John Grey, The Way You Tell It

The Way You Tell It

Your story is always
of a body stretched
and convoluted
to its very limits,
and your unholy fear
as the baby’s head gatecrashes
the vagina, the feeling
of all your insides
squeezing out of you,
your abdomen, your intestines,
your kidneys, even your heart,
gone forever just so
another life can emerge
into the arms of a masked man
while you stare,
from your dazed pain world,
into the blank white face
of a nurse.
It felt like
some mad scientist’s slab
is how you tell it,
too-bright overhead lights,
fueled by lightning no doubt,
and whispers spinning
around the room
but no information
coming your way.

After a bout
with sheer agony,
a strange purple
creature was raised
in triumph by the surgeon.
Was it a wolf pup?
A lamb? An alien?
And what of the dead snake
that rubber hands were untangling?
And the fumes of burning blood?
A towel appeared from nowhere,
licked the baby clean.
An army of hands
scrubbed and taped and sewed
you back together.

They shoved the product
of your pain
into your unsteady arms,
stared down at you,
demanding you love it,
whatever it was.
Its eyes slowly opened
and looked up at you indifferently.
It couldn’t care less for your story.
It was already working on its own.

Encounter

What do you want?
Nakedness within reason?
Breasts? Oral?
Why can’t you tell me?

I don’t know what I want.
It’s not that simple.
No words – I want pictures.
Different pictures.

Ice cream on the belly button?
Hair up in a bun
or down to my waist?

Not even close.

(She starts screaming.)
Should I stand on my head?
Should I juggle three tennis balls
while shaving my legs?

You’ve got the idea.
Now run with it.

Should I jerk out my eyes?
Cut off both ears?
Should I stab myself
with a bread knife
right through the heart?

I promise you
I’ll know it
when I see it.
Think outside of the box.
No, wait a minute,
think inside of the box.

Why don’t I just open it.

You can do that?

John Grey is an Australian poet, US resident. Recently he was published in Examined Life Journal, Evening Street Review, and Columbia Review and he has work forthcoming in Harpur Palate, Poetry East and Midwest Quarterly.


- Task prompt -
Beginning with the line that includes "Compute the bounding", return every remaining line of the material exactly as it reads, but not the pictures.

:: Records provided

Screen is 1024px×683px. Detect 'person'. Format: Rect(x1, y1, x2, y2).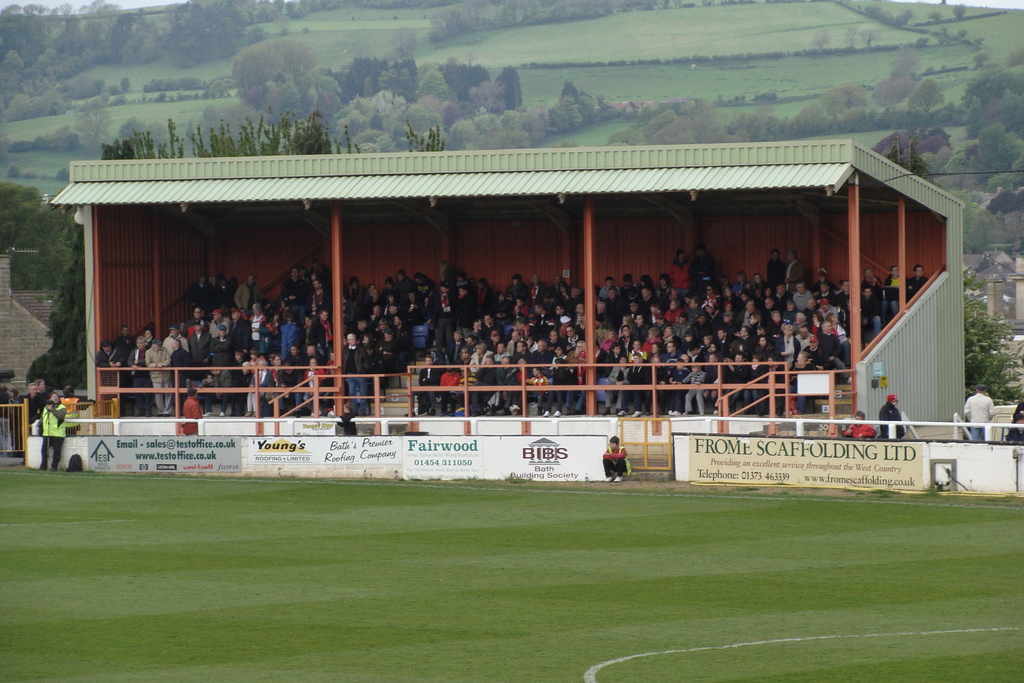
Rect(840, 411, 877, 439).
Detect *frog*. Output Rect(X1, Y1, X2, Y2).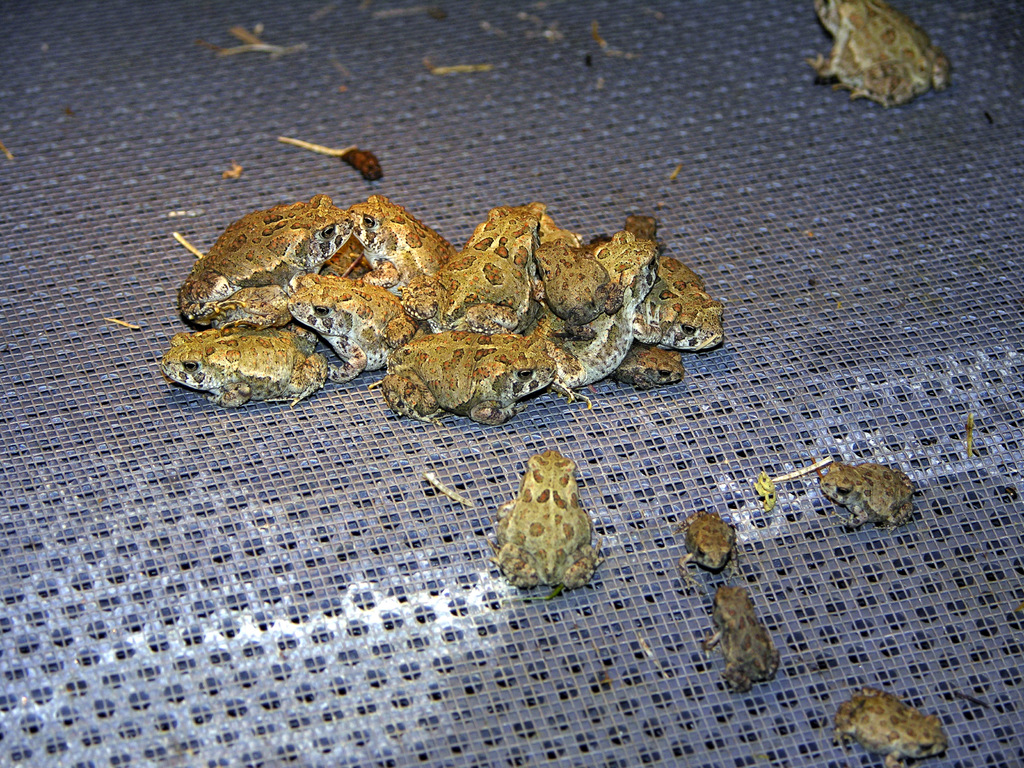
Rect(490, 449, 604, 589).
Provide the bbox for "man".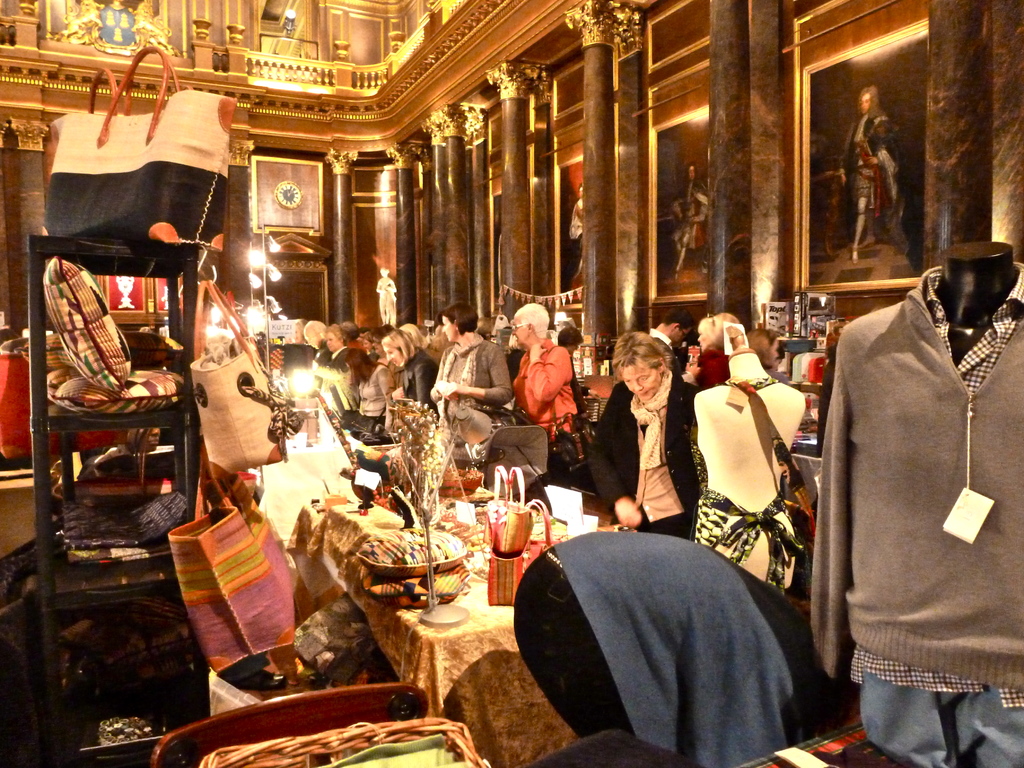
locate(673, 161, 707, 282).
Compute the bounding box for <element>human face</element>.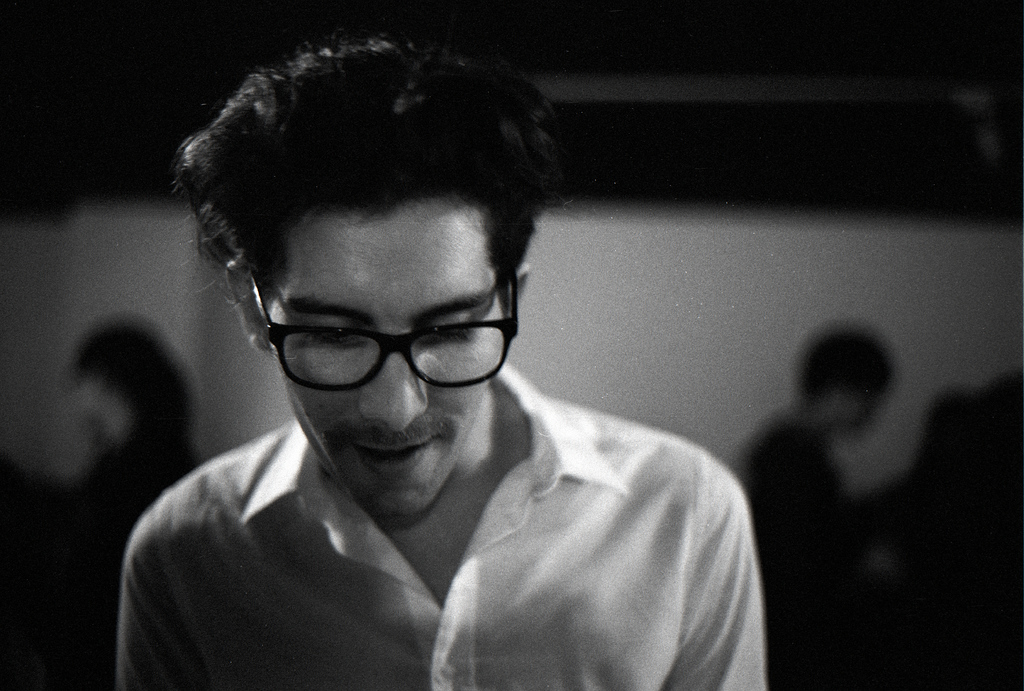
(x1=262, y1=202, x2=502, y2=517).
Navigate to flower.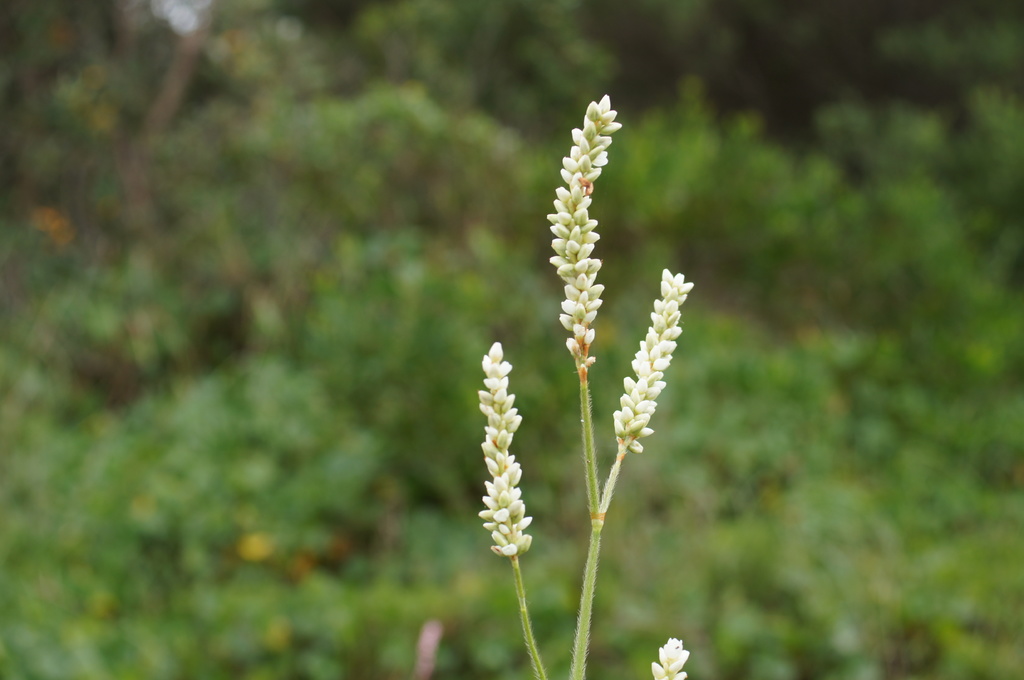
Navigation target: (555,313,576,331).
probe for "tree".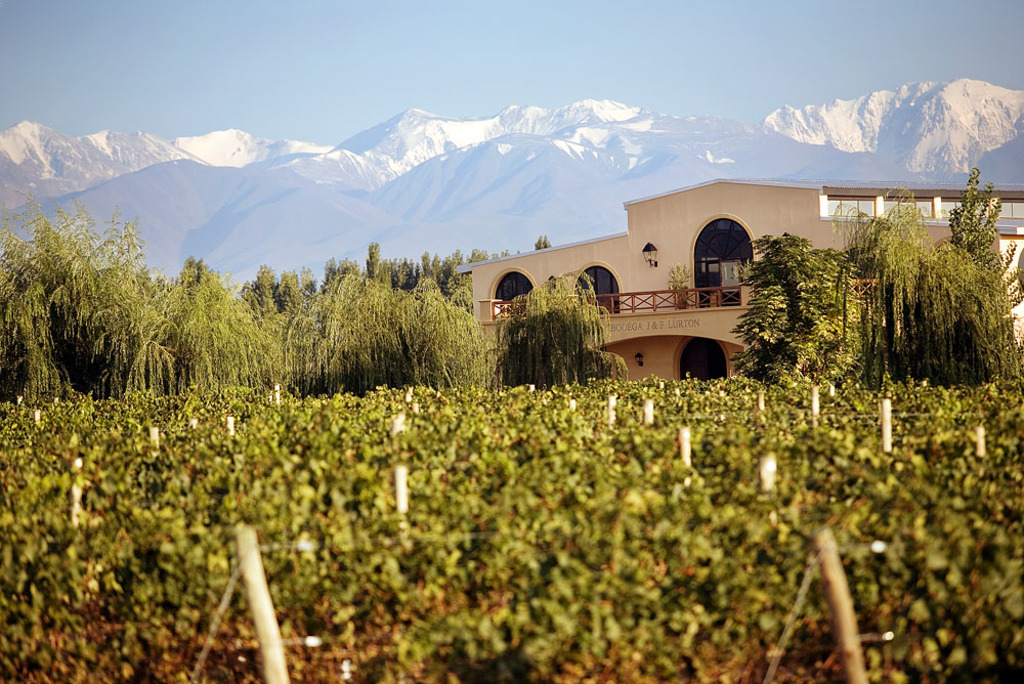
Probe result: box(486, 267, 634, 392).
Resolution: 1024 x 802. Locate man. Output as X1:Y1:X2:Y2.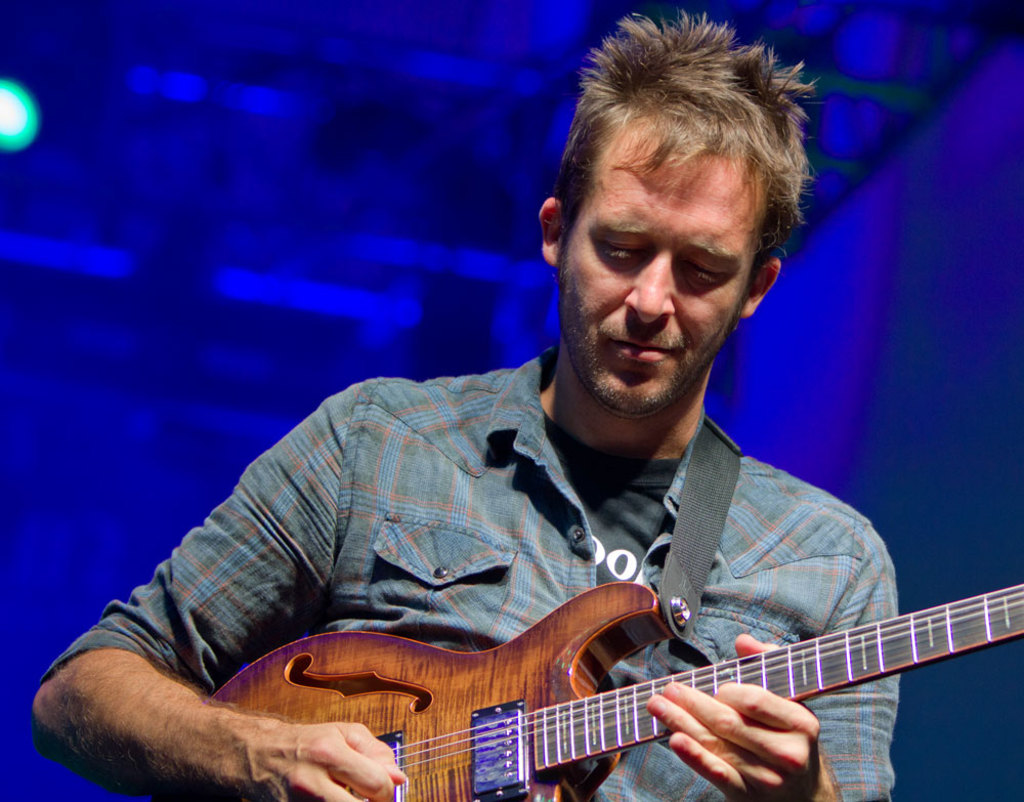
35:17:900:801.
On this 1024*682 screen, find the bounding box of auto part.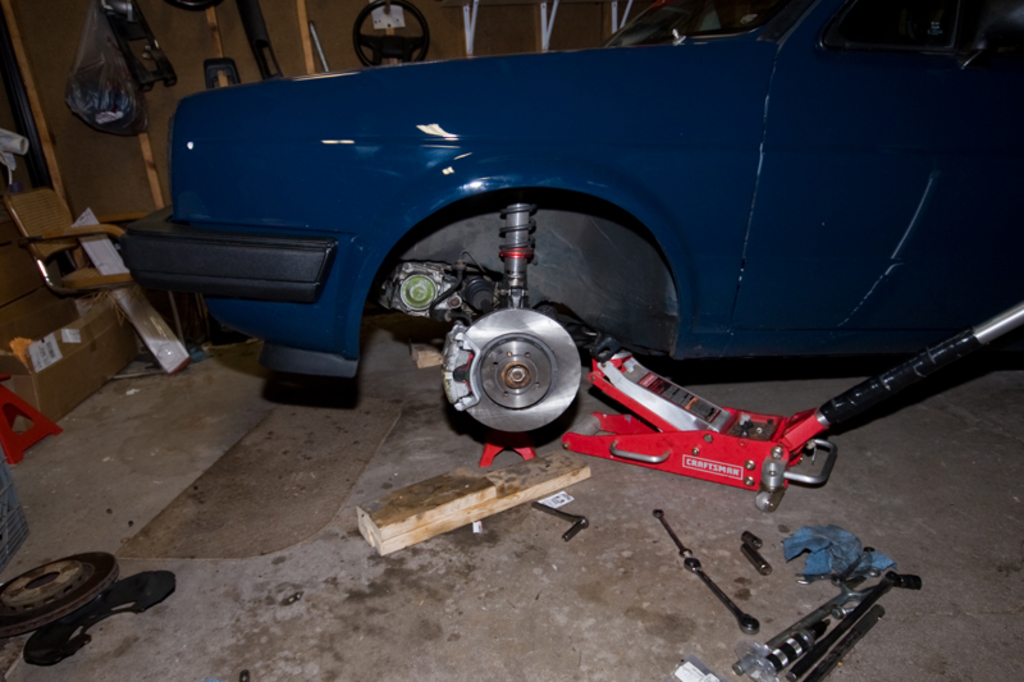
Bounding box: 0,550,120,642.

::::

- Result of the task -
Compute the bounding box for <element>human face</element>.
(x1=262, y1=202, x2=502, y2=517).
Navigate to flower.
Navigation target: (555,313,576,331).
probe for "tree".
Probe result: box(486, 267, 634, 392).
Resolution: 1024 x 802. Locate man. Output as X1:Y1:X2:Y2.
35:17:900:801.
On this 1024*682 screen, find the bounding box of auto part.
Bounding box: 0,550,120,642.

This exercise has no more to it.